“I think we’re going to need all the help we can get.”
“You can hire all the help you need,” Steve pointed out.
“And we will,” Beto assured him.
“But?”
“But paying for help doesn’t always inspire loyalty.”
“It can if you pay more than anyone else.”
Beto laughed. “Yes, well, that’s not a problem for us.”
“I didn’t think it would be.”
“This way.” Beto gestured to a side door off the long hallway connected to the massive kitchen where the family’s cook had plied him with food and drink. “Jovita likes you.”
“She’s a sweet old lady.”
“She’s like a second mother to us. Sometimes, I think she understood us better than our actual mother.”
Steve wasn’t sure what to say to that. He’d only interacted with Soila Farias twice now, but she seemed a loving mother. Of course, he’d only gotten a glimpse into the family dynamics.
Beto led him through the door and out into the cool night. A gravel pathway meandered away from the house toward a hidden parking area and the ugliest truck Steve had ever seen. It was an old Ford, probably late 80’s and very boxy. The red and white paint job was faded and peeling, and the body was dented along both sides of the cab.
“I know,” Beto said, as if reading his mind. “But it runs well, and it doesn’t mind getting beat up by all the salt and wind when I leave it at the docks.”
“Where did you even get this thing?” Steve figured it was older than Beto by at least ten years.
“I won it in a bet when I was sixteen,” Beto explained before wrenching open the heavy driver’s side door. The metal squealed and clanged, and Steve carefully opened his door, worried the whole thing might come off and smash his foot. “I think I did the guy a favor taking it.”
“Probably cheaper giving it away to you than paying to have it hauled off for scrap,” Steve supposed. When he climbed into the cab, he expected a lungful of stink, but it smelled like old leather and Marlboros. The interior was surprisingly nice with only a few small tears in the cloth seats and a couple of scratches on the dashboard.
“I have to park out here because the oil leaks.” Beto turned the key in the ancient ignition, and the truck roared to life. “The lasttime Rafa found a puddle in the family garage he nearly blew a pupil over it.”
“He strikes me as the type to be particular about things.”
“A little less these days,” Beto said before shifting the truck into drive. “Jasper has really changed him.”
“And his wife?”
“She’s too good for him, but she loves him so...” Beto shrugged and smiled. “He’s crazy for her. She’s made him a better man.”
“I hear a good woman has that effect.”
“Like my sister maybe?” Beto didn’t glance away from the windshield, as if giving Steve a chance to deny it. “I saw the way you looked at her when she walked into Rafa’s office the other day and again today. You recognized her, and she definitely recognized you. How long have you two known each other?”
There was no way to answer that without revealing facts that Dina clearly wanted to keep hidden. “It’s complicated.”
“Uh-huh,” Beto dryly replied. “More so for her than you, I think.”
“Why do you say that?” He braced his hand against the door as Beto turned onto the two-lane road connecting the estate to a highway. The rickety old truck still had some life in it as Beto floored the gas pedal and ripped down the road at breakneck speed.
“Dina has always been complicated, even when we were kids. After the murders...,” his voice trailed off. “Well, things became much more complicated for her.”
“Those murders weren’t her fault.” Steve defended her because she wasn’t here to defend herself. “Do you blame her for them?”
“Me?” Beto shot him a surprised look. “No. Never.”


→ Activity:
Write out the whole listing below so that every line matches exactly.

------ Material to process

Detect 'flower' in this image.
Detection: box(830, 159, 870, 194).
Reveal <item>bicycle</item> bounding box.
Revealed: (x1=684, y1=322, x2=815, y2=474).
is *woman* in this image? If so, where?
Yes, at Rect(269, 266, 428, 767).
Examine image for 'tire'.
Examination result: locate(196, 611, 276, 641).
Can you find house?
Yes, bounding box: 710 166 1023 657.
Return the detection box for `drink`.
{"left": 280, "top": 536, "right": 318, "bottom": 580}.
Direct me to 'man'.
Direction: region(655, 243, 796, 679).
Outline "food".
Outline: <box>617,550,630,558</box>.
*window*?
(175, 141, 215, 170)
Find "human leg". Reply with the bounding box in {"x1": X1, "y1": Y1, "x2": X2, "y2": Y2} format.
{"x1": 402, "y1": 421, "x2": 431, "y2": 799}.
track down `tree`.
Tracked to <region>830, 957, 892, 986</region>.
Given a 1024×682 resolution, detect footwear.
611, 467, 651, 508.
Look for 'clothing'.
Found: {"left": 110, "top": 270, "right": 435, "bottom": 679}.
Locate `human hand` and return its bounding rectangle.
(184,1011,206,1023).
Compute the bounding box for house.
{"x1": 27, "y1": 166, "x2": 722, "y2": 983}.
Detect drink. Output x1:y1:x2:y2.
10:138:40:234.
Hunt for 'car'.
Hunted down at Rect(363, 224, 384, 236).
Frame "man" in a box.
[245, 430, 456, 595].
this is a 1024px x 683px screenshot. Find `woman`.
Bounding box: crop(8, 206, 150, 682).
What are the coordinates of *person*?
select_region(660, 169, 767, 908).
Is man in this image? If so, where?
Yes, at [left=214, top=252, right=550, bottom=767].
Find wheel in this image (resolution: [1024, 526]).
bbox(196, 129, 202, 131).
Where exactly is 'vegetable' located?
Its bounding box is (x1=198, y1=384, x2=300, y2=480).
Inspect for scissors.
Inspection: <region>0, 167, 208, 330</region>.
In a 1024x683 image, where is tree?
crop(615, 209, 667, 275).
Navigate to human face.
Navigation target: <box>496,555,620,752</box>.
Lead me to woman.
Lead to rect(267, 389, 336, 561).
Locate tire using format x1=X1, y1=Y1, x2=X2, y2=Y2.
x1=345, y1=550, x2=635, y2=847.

------------

→ Written response:
Detect 'flower' in this image.
Detection: box(830, 159, 870, 194).
Reveal <item>bicycle</item> bounding box.
Revealed: (x1=684, y1=322, x2=815, y2=474).
is *woman* in this image? If so, where?
Yes, at Rect(269, 266, 428, 767).
Examine image for 'tire'.
Examination result: locate(196, 611, 276, 641).
Can you find house?
Yes, bounding box: 710 166 1023 657.
Return the detection box for `drink`.
{"left": 280, "top": 536, "right": 318, "bottom": 580}.
Direct me to 'man'.
Direction: region(655, 243, 796, 679).
Outline "food".
Outline: <box>617,550,630,558</box>.
*window*?
(175, 141, 215, 170)
Find "human leg". Reply with the bounding box in {"x1": X1, "y1": Y1, "x2": X2, "y2": Y2} format.
{"x1": 402, "y1": 421, "x2": 431, "y2": 799}.
track down `tree`.
Tracked to <region>830, 957, 892, 986</region>.
Given a 1024×682 resolution, detect footwear.
611, 467, 651, 508.
Look for 'clothing'.
Found: {"left": 110, "top": 270, "right": 435, "bottom": 679}.
Locate `human hand` and return its bounding rectangle.
(184,1011,206,1023).
Compute the bounding box for house.
{"x1": 27, "y1": 166, "x2": 722, "y2": 983}.
Detect drink. Output x1:y1:x2:y2.
10:138:40:234.
Hunt for 'car'.
Hunted down at Rect(363, 224, 384, 236).
Frame "man" in a box.
[245, 430, 456, 595].
this is a 1024px x 683px screenshot. Find `woman`.
Bounding box: crop(8, 206, 150, 682).
What are the coordinates of *person*?
select_region(660, 169, 767, 908).
Is man in this image? If so, where?
Yes, at [left=214, top=252, right=550, bottom=767].
Find wheel in this image (resolution: [1024, 526]).
bbox(196, 129, 202, 131).
Where exactly is 'vegetable' located?
Its bounding box is (x1=198, y1=384, x2=300, y2=480).
Inspect for scissors.
Inspection: <region>0, 167, 208, 330</region>.
In a 1024x683 image, where is tree?
crop(615, 209, 667, 275).
Navigate to human face.
Navigation target: <box>496,555,620,752</box>.
Lead me to woman.
Lead to rect(267, 389, 336, 561).
Locate tire using format x1=X1, y1=Y1, x2=X2, y2=Y2.
x1=345, y1=550, x2=635, y2=847.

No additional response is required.